Information stickiness—difficulty in acquiring, transferring, and using information—affects diffusion, firm specialization, innovation locus, and problem selection. This study investigates how information stickiness influences where innovation‑related problem solving occurs. When sticky information resides at a single site, problem solving occurs there; with multiple sites, solving iterates among them, but high iteration costs can trigger task partitioning or investments to reduce stickiness.

Abstract

To solve a problem, needed information and problem-solving capabilities must be brought together.

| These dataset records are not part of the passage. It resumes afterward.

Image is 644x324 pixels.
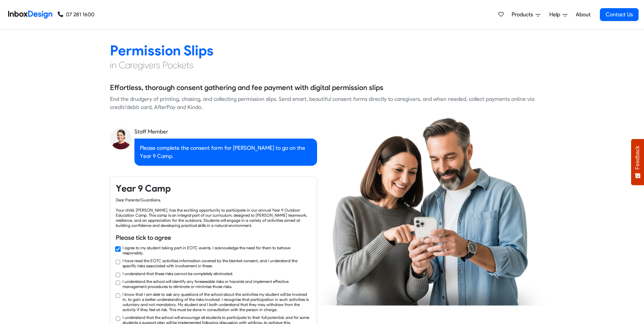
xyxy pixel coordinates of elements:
div: Please complete the consent form for [PERSON_NAME] to go on the Year 9 Camp. [134,139,318,166]
div: Dear Parents/Guardians, Your child, [PERSON_NAME], has the exciting opportunity to participate in... [116,198,311,228]
h5: Effortless, thorough consent gathering and fee payment with digital permission slips [110,83,383,93]
h4: Year 9 Camp [116,182,311,195]
a: Contact Us [600,8,639,21]
label: I have read the EOTC activities information covered by the blanket consent, and I understand the ... [123,258,311,269]
span: Products [511,11,536,19]
a: 07 281 1600 [58,11,94,19]
img: staff_avatar.png [110,128,132,150]
h2: Permission Slips [110,42,535,59]
span: Feedback [635,146,641,170]
label: I know that I am able to ask any questions of the school about the activities my student will be ... [123,292,311,312]
img: parents_using_phone.png [314,117,547,305]
h6: Please tick to agree [116,233,311,242]
a: About [574,8,592,21]
button: Feedback - Show survey [632,139,644,185]
a: Help [547,8,570,21]
label: I agree to my student taking part in EOTC events. I acknowledge the need for them to behave respo... [123,246,311,255]
a: Products [509,8,543,21]
label: I understand that these risks cannot be completely eliminated. [123,271,233,276]
h4: in Caregivers Pockets [110,59,535,71]
span: Help [550,11,563,19]
label: I understand the school will identify any foreseeable risks or hazards and implement effective ma... [123,279,311,289]
div: Staff Member [134,128,318,136]
div: End the drudgery of printing, chasing, and collecting permission slips. Send smart, beautiful con... [110,95,535,111]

Often the information used in technical problem solving is costly to acquire, transfer, and use in a new location—is, in our terms, “sticky.” In this paper we explore the impact of information stickiness on the locus of innovation-related problem solving. We find, first, that when sticky information needed by problem solvers is held at one site only, problem solving will be carried out at that locus, other things being equal. Second, when more than one locus of sticky information is called upon by problem solvers, the locus of problem solving may iterate among these sites as problem solving proceeds. When the costs of such iteration are high, then, third, problems that draw upon multiple sites of sticky information will sometimes be “task partitioned” into subproblems that each draw on only one such locus, and/or, fourth, investments will be made to reduce the stickiness of information at some locations. Information stickiness appears to affect a number of issues of importance to researchers and practitioners. Among these are patterns in the diffusion of information, the specialization of firms, the locus of innovation, and the nature of problems selected by problem solvers.